Telescoper (alias Peter Coles), Blog In the dark, Bicep2, Social Media and Open Science 14/05/2014
Dans un autre de ses billets il discutait aussi de façon précise et claire les incertitudes qui pèsent sur la véracité de la découverte en question, ou plus précisément sur l'origine cosmologique du signal mis en évidence par l'expérience Bicep2. Mais les discussions techniques autour des incertitudes expérimentales se déroulaient "à bas bruit" semble-t-il dans la blogosphère jusqu'à ce que la situation change il y a trois jours, suite à la publication d'un billet d'Adam Falkowski, physicien des particules (et blogueur "fou" alias Jester ;-) qui prétendait relayer une rumeur selon laquelle les chercheurs de la collaboration Bicep2 auraient reconnus avoir commis une erreur dans l'évaluation d'un signal parasite.
La parole à un scrutateur sceptique (lanceur d'alerte ou diffuseur de rumeur?)
Voilà ce que dit entre autre chose le billet en question:
Voilà ce que dit entre autre chose le billet en question:
The BICEP claim of detecting the primordial B-mode in the polarization of the Cosmic Microwave Background was a huge news. If confirmed, it would be an evidence of gravity waves produced during cosmic inflation, and open a window on physics at an incredibly high energy scale of order 10^16 GeV.Barring a loose cable, the biggest worry about the BICEP signal is that the collaboration may have underestimated the galactic foreground emission. BICEP2 performed the observations at only one frequency of 150 GHz which is very well suited to study the CMB, but less so for polarized dust or synchrotron emission. As for the latter, more can be learned by going to higher frequencies, while combining maps at different frequencies allows one to separate the galactic and the CMB component. Although the patch of the sky studied by BICEP is well away from the galactic plane, the recently published 353 GHz polarized map from Planck demonstrates that there may be significant emission from these parts of the sky.... New data from Planck, POLARBEAR, ACTpole, and Keck Array should clarify the situation within a year from now. However, at this point, there seems to be no statistically significant evidence for the primordial B-modes of inflationary origin in the CMB.Jester (alias Adam Falkowski), Blog Résonaances, Is BICEP wrong? 12/05/14
La réponse des scientifiques scrutés (chercheurs de vérité ou promoteurs de découverte prématurée?)

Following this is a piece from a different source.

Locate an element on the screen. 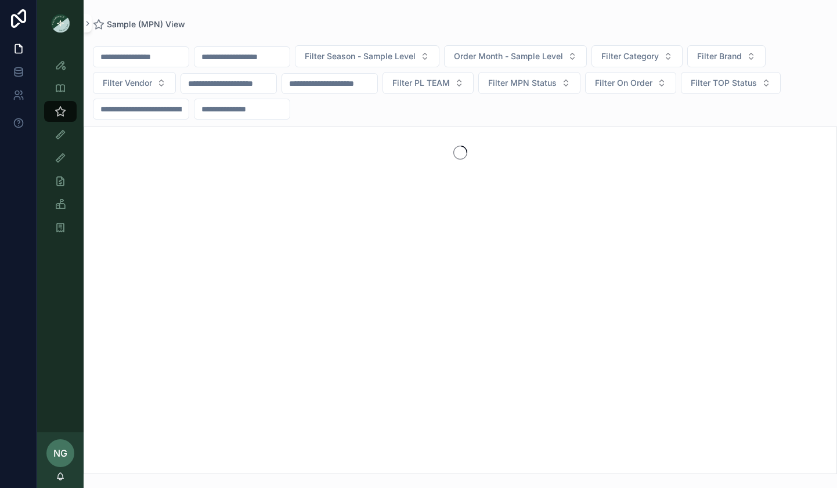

Le billet un peu "poil à gratter" de Jester a tout de suite suscité beaucoup de réactions et l'intérêt des média scientifiques populaires anglo-saxons qui ont fait réagir les chercheurs dont le travail était remis en question:
Clement Pryke, a cosmologist at the University of Minnesota, Twin Cities, and a co-principal investigator for the BICEP team, acknowledges that the foreground map is an important and thorny issue. Part of the problem is that the Planck team has not made the raw foreground data available, he says. Instead, BICEP researchers had to do the best they could with a PDF file of that map that the Planck team presented at a conference.... The BICEP team will not be revising or retracting its work, which it posted to the arXiv preprint server, Pryke says: "We stand by our paper."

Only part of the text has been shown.